Another strategy you can do is a word cloud. Start out with a single word and branch off to similar words that relate to the starting word and the issue at hand. You can also do a virtual word cloud and collect audience feedback through a polling feature. And that brings us to another great strategy.
Live Polling
If you come to a fork in the road with two ideas or can’t choose, try live polling your group. By having a live poll, people will get to state what idea they favor, and you can talk through why each person agrees and disagrees to hopefully spark some new inspiration.
Verbal Presentations
If someone comes up with an idea, instead of shouting it out to the group, they can verbally present their idea. If they walk you through their idea, then it may spark new solutions. Encourage people to come prepared with presentations and have them screenshare. 
Overcoming Common Brainstorm Challenges
Whenever you work in a group, there are bound to be some issues that may not make your brainstorming as effective as you would like. Below, we have outlined some common group issues and how to work through them:
Brainstorming with Different Personalities
When different personalities are put in a room, there’s bound to be some clashes. To get through this problem, make sure to state that no idea is a dumb idea and also have a designated mediator for when things get out of hand.
Brainstorming Across Departments
If you are brainstorming with multiple departments, there may be some miscommunication. Make sure to tell everyone in the room that if someone doesn’t understand something, try to explain it to them. Having the heads of more than one department can be effective if everyone can understand they are on common ground.
Using Empathy and Engagement to Brainstorm
Sometimes, brainstorming sessions may seem as if they are going nowhere. If this is the case, make it less formal and include some feelings as to why you are passionate about the problem and why your feelings led you to have your ideas. This will promote engagement and hopefully get those creative juices flowing again.
Related: Tips to Improve Communication in the Workplace
Staying Focused While Brainstorming Remotely
Staying focused while brainstorming remotely is particularly challenging because of the additional factors in each person’s work setting and the inability to read body language or connect physical chemistry.
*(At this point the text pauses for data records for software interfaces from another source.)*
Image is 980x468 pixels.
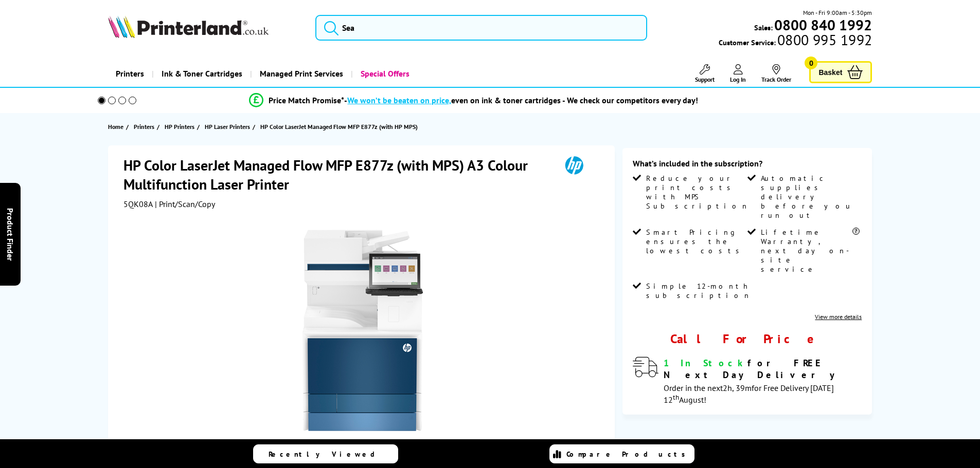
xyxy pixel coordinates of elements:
[164,121,194,132] span: HP Printers
[761,64,792,83] a: Track Order
[633,159,861,174] div: What’s included in the subscription?
[646,174,749,211] span: flex-contract-details
[646,282,751,301] span: flex-contract-details
[253,445,398,464] a: Recently Viewed
[550,155,597,175] img: HP
[566,450,690,459] span: Compare Products
[695,75,715,83] span: Support
[269,450,385,459] span: Recently Viewed
[804,57,817,70] span: 0
[108,121,124,132] span: Home
[350,61,417,87] a: Special Offers
[124,155,550,194] h1: HP Color LaserJet Managed Flow MFP E877z (with MPS) A3 Colour Multifunction Laser Printer
[761,174,860,220] span: flex-contract-details
[646,228,745,256] span: flex-contract-details
[124,199,153,209] span: 5QK08A
[673,393,679,402] sup: th
[633,331,861,347] div: Call For Price
[261,123,418,131] span: HP Color LaserJet Managed Flow MFP E877z (with HP MPS)
[262,230,464,431] img: HP Color LaserJet Managed Flow MFP E877z (with MPS)
[775,35,872,45] span: 0800 995 1992
[134,121,157,132] a: Printers
[205,121,253,132] a: HP Laser Printers
[134,121,154,132] span: Printers
[155,199,215,209] span: | Print/Scan/Copy
[663,357,747,369] span: 1 In Stock
[663,357,861,381] div: for FREE Next Day Delivery
[730,64,746,83] a: Log In
[549,445,695,464] a: Compare Products
[719,35,872,47] span: Customer Service:
[164,121,197,132] a: HP Printers
[754,22,772,32] span: Sales:
[108,15,269,38] img: Printerland Logo
[347,95,452,106] span: We won’t be beaten on price,
[815,313,861,321] a: flex-contract-details
[730,75,746,83] span: Log In
[344,95,698,106] div: - even on ink & toner cartridges - We check our competitors every day!
[803,8,872,18] span: Mon - Fri 9:00am - 5:30pm
[108,61,152,87] a: Printers
[5,208,15,260] span: Product Finder
[250,61,350,87] a: Managed Print Services
[108,121,126,132] a: Home
[772,20,872,30] a: 0800 840 1992
[315,15,647,41] input: Sea
[633,357,861,405] div: modal_delivery
[809,61,872,83] a: Basket 0
[819,65,842,79] span: Basket
[269,95,344,106] span: Price Match Promise*
[723,383,751,393] span: 2h, 39m
[695,64,715,83] a: Support
[161,61,242,87] span: Ink & Toner Cartridges
[152,61,250,87] a: Ink & Toner Cartridges
[205,121,250,132] span: HP Laser Printers
[663,383,834,405] span: Order in the next for Free Delivery [DATE] 12 August!
[84,91,865,110] li: modal_Promise
[774,15,872,34] b: 0800 840 1992
[108,15,303,40] a: Printerland Logo
[761,228,851,274] span: flex-contract-details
To ensure team members are staying focused, you or the moderator should engage with each group member and ask questions about their ideas. You may also consider requiring each person to turn on their video camera so that a more significant connection forms between group members. Video holds each person accountable for their attentiveness and encourages participation.
Most importantly, prior to starting, ensure each person in the online brainstorming session is in a quiet space that won’t be distracting for themselves or others. If there are other people or things in the room that may distract focus, placing a board or a sheet around the workspace will help diminish that distraction.
Conclusion
We have covered what brainstorming is and how it can help benefit any issue or problem that arises in your personal life or professional career. By using our tips, you are sure to have one of the best brainstorming sessions in your life.
MeetingPulse can help you hold better brainstorming sessions with tools to increase engagement. Our brainstorming function lets you ask session attendees questions through a simple link and/or with PowerPoint integration.
They can submit their thoughts, and you’ll be able to share their input with the team, live. With MeetingPulse, you won’t have to slow down to write things out on a whiteboard or write word clouds down on paper. Attendees can type out what they have to say as quickly as they come up with new ideas, and your brainstorm sessions will be more efficient than ever.